Tuesday, December 2, 2008

Self Interest Wins the Day

So a close, long-time friend of mine poses a question on Facebook - to paraphrase:
Do you expect people to do the right thing and be disappointed when they don't, or expect people to be bastards and be pleasantly surprised when they do the right thing?

As you can imagine, answers were numerous and interesting. Replies ranged from positive to negative to non-judgemental to absolute moral relativism. Then there was my response, "Expect the right thing and ensure no good deed goes unpunished." I wrote it mostly because I was thinking very hard about this and I didn't want to write a book on this Facebook comment, so I was somewhat tongue in cheek.

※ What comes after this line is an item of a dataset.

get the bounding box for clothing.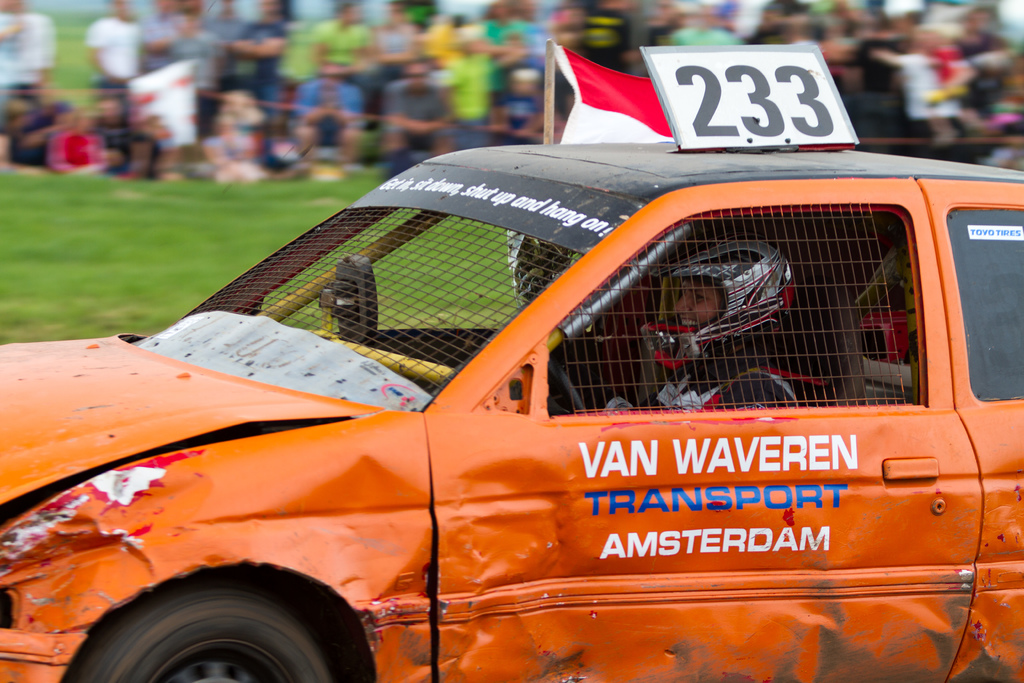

I fall squarely in the first category. I expect the right thing to be done, and I'm perpetually disappointed when so many people don't do it. The more I think of it, the more this flies in the face of what I know of human behavior.

As Dr. Perry Cox says,

"Lady, people aren't chocolates. D'you know what they are mostly? Bastards. Bastard-coated bastards with bastard filling. But I don't find them half as annoying as I find naive bubble-headed optimists who walk around vomiting sunshine."

Well, maybe not. People are organisms. Organisms compete. To quote Michael Pollan, "All life is competition". Actually I'm leaving out "...for energy" because I don't want this to run off on a tangent about energy; it'll have enough tangents as it is. But to paraphrase him, plants compete for solar energy, herbivores compete for the plant energy, predators compete for the herbivores, blah blah blah. In other words, organisms are programmed to compete for what they need to survive.

In the case of us so-called "higher organisms" we compete with each other to satisfy our self-interests.

Man is fundamentally self-interested. I believe people do things largely out of self-interest. Even so-called "unselfish" acts have an element of self-interest. The unselfish actor feels that it is in his or her self-interest to do something for someone else, whether it directly affects or improves his/her well being / situation, or it provides a level of satisfaction knowing that you did something for someone.

When self-interests coincide and the individuals can (roughly) agree, they become a code of conduct of sorts, a law, a rule, an ethos, an ideology, what have you. They become "good" or "right".

So there it is - "right" or "good", an artificial classification of the self-interest of one or common interests of a group of highly evolved primates. If you're lucky, you get to be in a group that agrees on common interests and provides adequate room for you to pursue your self-interests.

Urgh. Dangerous ground. So I'll come out and say I am not into "relativism" and this "who am I to judge what is good just because I don't agree with it". These artificial classifications are necessary. How else would you know who the bastards were?

What's my point? I'm not sure, let me re-read what I wrote. Nope. Don't see one yet. I could go on forever but I need to wrap up, so I'll just say this - I don't think we'll ever overcome this "programming". So why am I constantly disappointed? Maybe my programming is better, and people really are bastards.